Pharmacists reject prescription printing plan

  • 10 April 2007

Community pharmacists claim they may still have to print out more than a quarter of prescription tokens when release two of the electronic prescription service (EPS) is introduced later this year.

Representatives at the annual conference of the Pharmaceutical Services Negotiating Committee (PSNC) passed a motion “rejecting in the strongest terms” the plans to print out some prescription tokens under release two.

The proposals mean pharmacists will need to print out electronically generated and transmitted FP10s in cases where patients have nominated a pharmacy, do not pay prescription charges and are not age exempt. This would apply to patients of working age who, for example, receive free medicines because they are on benefits.

The token will need to be printed so the patients can sign the back to claim their exemption from payment. The arrangement was agreed as an interim measure by the PSNC and the Department of Health in 2004 according to the PSNC.

Lindsey McClure, head of information services for the PSNC, told EHI Primary Care: “We see printing out the token as an interim solution until a more efficient method can be introduced.”

Gateshead and South Tyneside Local Pharmaceutical Committee (LPC), which had proposed the motion, suggested that instead some sort of electronic device be used to obtain patient signatures, such as the type used by couriers.

The need to print out a prescription token will only apply in cases where patients nominate a pharmacy because in those cases there will be no paper flow between the prescriber and the pharmacy. Patients who choose not to nominate a pharmacist will still be given a token at the GP surgery under EPS release two.

The conference heard that 27% of prescription tokens would need to be printed out if every patient in England taking repeat medicines chose to nominate a pharmacy.

The Pharmaceutical Journal reported that Malcolm Goldie from Gateshead and South Tyneside LPC told the conference that signing the back of prescriptions to claim an exemption was first introduced some 40 years ago as an interim measure.

“If this is introduced, it will last until we are in our boxes,” he said.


### How to complete this task
What number of lines in the data below contain the string "costs"? Answer with that number alone.
═════ Materials provided
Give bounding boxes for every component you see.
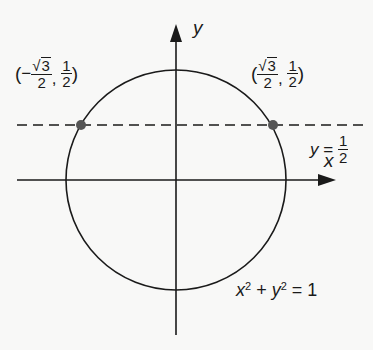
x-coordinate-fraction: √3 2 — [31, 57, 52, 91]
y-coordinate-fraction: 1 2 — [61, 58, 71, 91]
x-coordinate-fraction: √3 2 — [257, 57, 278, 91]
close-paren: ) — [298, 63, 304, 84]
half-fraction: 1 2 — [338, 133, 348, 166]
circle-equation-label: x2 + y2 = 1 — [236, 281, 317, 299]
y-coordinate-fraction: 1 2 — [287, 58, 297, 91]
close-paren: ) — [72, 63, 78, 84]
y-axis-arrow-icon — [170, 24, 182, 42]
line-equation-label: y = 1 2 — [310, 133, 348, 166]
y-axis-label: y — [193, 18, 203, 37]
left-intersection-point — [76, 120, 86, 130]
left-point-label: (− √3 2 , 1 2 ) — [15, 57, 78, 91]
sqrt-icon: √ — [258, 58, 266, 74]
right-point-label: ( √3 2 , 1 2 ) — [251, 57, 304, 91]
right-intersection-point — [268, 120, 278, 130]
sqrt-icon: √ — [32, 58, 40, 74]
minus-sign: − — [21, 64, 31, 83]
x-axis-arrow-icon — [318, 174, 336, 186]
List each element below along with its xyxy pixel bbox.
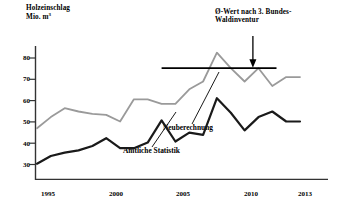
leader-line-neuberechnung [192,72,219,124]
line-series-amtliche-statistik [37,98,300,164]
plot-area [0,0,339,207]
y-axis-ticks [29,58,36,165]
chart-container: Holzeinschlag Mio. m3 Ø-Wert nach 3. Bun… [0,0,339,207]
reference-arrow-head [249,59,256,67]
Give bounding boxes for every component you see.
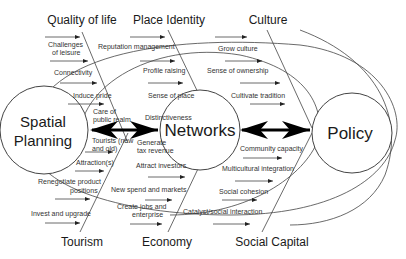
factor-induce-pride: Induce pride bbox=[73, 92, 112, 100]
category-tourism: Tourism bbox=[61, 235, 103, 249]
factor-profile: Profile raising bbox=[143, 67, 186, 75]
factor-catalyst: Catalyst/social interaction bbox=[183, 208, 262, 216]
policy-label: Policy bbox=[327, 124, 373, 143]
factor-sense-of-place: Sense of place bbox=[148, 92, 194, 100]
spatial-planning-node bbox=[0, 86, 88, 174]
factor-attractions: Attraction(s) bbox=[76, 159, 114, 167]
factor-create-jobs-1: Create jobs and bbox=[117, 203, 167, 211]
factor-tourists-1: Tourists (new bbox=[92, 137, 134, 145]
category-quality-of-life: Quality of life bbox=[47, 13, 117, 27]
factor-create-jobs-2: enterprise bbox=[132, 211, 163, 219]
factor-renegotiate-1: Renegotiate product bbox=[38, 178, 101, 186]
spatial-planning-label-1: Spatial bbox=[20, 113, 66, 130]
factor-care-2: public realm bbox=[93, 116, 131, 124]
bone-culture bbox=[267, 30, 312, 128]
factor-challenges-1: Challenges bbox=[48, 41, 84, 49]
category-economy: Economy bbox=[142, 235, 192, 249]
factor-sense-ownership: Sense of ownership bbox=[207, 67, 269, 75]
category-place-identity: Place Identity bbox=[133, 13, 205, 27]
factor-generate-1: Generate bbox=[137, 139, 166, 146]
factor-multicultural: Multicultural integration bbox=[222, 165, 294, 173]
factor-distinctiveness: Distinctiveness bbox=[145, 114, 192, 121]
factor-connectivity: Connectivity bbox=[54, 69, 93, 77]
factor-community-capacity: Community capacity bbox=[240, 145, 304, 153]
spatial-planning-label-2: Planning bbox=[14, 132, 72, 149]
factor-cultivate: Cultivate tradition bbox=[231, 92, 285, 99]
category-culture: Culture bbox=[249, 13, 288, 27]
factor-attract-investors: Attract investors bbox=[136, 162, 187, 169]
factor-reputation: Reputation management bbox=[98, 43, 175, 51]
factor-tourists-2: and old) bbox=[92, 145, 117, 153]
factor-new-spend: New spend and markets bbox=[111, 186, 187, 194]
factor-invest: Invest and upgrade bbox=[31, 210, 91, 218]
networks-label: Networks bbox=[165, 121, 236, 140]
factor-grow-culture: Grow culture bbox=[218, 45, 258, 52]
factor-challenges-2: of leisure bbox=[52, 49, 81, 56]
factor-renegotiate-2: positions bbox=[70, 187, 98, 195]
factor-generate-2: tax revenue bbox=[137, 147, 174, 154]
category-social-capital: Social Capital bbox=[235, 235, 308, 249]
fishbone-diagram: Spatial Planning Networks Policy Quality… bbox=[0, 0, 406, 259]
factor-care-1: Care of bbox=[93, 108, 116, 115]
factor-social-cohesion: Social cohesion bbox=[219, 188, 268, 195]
══════════
═════ Materials provided
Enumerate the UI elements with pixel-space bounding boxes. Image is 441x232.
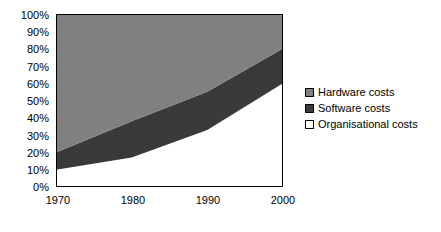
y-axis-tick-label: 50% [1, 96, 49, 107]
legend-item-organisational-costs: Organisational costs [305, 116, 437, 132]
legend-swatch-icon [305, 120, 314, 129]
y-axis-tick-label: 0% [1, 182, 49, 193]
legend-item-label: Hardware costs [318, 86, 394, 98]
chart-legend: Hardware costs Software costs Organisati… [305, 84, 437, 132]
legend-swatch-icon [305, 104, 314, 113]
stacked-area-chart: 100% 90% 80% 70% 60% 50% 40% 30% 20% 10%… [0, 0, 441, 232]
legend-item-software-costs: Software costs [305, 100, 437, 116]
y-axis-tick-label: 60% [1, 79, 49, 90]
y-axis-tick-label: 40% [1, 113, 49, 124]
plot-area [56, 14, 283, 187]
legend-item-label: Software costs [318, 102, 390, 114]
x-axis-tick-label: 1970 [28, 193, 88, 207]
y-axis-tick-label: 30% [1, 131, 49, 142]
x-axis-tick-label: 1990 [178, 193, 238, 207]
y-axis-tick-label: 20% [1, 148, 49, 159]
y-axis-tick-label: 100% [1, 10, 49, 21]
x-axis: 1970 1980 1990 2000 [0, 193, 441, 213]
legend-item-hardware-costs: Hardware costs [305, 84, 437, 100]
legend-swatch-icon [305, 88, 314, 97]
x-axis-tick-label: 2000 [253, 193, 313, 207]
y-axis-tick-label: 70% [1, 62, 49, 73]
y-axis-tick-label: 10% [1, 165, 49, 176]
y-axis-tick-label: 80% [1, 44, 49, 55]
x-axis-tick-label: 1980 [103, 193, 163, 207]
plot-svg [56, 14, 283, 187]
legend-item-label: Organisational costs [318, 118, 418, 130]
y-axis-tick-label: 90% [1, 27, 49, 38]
══════════
═════ Materials provided
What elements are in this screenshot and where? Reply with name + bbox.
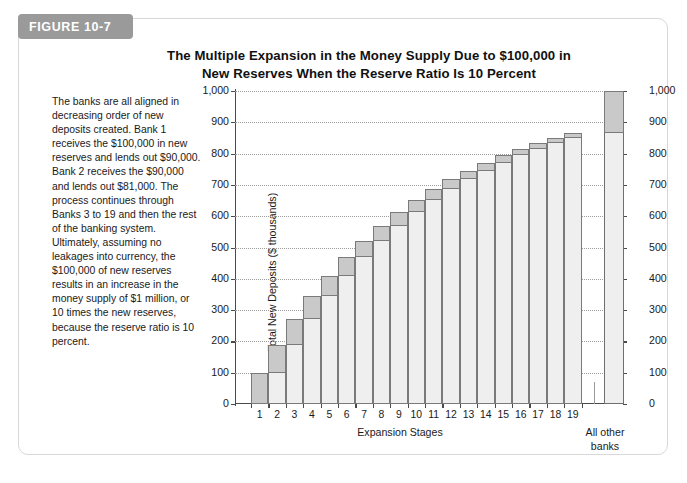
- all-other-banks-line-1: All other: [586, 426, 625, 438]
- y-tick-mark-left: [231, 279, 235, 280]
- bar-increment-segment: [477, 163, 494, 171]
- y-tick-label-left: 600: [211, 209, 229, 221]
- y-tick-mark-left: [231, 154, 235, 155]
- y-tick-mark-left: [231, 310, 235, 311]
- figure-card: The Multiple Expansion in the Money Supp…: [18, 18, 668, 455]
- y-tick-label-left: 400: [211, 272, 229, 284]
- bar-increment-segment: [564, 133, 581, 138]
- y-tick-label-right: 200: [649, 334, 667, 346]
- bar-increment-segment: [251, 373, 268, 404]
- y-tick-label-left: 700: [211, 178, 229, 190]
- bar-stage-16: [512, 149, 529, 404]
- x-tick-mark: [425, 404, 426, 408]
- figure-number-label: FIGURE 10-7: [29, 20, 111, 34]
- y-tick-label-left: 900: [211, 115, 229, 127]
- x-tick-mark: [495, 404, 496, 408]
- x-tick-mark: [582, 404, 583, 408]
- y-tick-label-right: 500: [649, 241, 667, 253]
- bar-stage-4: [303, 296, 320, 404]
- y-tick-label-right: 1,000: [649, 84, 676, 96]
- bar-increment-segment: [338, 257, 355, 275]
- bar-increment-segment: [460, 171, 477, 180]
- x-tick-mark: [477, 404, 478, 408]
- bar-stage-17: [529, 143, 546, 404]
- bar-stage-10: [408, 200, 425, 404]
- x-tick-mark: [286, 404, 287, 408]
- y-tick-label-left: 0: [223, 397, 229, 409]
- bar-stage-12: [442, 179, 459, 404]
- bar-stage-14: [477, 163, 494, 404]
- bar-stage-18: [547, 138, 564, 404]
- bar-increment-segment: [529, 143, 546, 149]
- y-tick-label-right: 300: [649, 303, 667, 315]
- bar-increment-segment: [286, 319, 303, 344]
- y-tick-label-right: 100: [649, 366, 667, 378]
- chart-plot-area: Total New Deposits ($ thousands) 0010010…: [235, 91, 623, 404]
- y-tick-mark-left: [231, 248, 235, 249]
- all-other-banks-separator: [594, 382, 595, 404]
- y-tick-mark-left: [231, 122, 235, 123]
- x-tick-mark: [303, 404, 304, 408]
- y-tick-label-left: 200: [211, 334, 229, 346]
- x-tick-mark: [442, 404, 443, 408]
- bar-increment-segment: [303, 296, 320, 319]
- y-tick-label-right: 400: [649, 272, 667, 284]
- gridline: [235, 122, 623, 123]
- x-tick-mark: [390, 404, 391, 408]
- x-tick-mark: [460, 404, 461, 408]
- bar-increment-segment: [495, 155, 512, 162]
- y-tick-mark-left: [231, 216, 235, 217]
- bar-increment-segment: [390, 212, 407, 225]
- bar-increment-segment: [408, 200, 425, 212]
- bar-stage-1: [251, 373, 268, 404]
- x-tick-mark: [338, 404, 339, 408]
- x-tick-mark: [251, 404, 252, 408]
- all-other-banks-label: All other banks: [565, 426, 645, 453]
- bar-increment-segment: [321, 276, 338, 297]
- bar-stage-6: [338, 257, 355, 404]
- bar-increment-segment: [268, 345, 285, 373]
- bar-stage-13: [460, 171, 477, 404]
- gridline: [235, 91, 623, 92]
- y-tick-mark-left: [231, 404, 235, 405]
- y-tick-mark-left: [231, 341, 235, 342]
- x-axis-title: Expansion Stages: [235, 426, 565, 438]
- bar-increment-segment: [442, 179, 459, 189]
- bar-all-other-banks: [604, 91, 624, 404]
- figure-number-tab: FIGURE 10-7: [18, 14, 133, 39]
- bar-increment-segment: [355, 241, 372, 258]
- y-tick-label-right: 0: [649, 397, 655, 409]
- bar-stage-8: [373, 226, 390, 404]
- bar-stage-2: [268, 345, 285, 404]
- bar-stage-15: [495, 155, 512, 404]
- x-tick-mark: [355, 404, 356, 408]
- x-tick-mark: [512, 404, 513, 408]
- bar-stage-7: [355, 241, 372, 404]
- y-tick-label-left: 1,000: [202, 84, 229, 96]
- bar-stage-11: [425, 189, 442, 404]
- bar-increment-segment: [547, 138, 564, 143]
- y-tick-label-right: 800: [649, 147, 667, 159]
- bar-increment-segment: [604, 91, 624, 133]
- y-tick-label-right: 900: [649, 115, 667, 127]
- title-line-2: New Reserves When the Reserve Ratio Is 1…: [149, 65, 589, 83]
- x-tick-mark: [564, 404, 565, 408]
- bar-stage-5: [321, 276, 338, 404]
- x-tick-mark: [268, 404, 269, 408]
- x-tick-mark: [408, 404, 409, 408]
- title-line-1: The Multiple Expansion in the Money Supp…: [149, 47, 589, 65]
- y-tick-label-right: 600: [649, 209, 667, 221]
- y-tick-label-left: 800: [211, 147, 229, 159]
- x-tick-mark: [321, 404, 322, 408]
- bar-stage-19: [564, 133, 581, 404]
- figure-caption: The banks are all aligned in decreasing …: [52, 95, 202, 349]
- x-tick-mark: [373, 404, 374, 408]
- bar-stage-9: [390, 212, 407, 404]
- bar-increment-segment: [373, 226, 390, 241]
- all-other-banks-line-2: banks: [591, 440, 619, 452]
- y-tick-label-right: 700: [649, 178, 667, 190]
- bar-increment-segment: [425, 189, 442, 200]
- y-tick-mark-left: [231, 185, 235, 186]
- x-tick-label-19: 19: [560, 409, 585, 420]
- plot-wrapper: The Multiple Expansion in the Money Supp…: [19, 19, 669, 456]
══════════
### Reply
7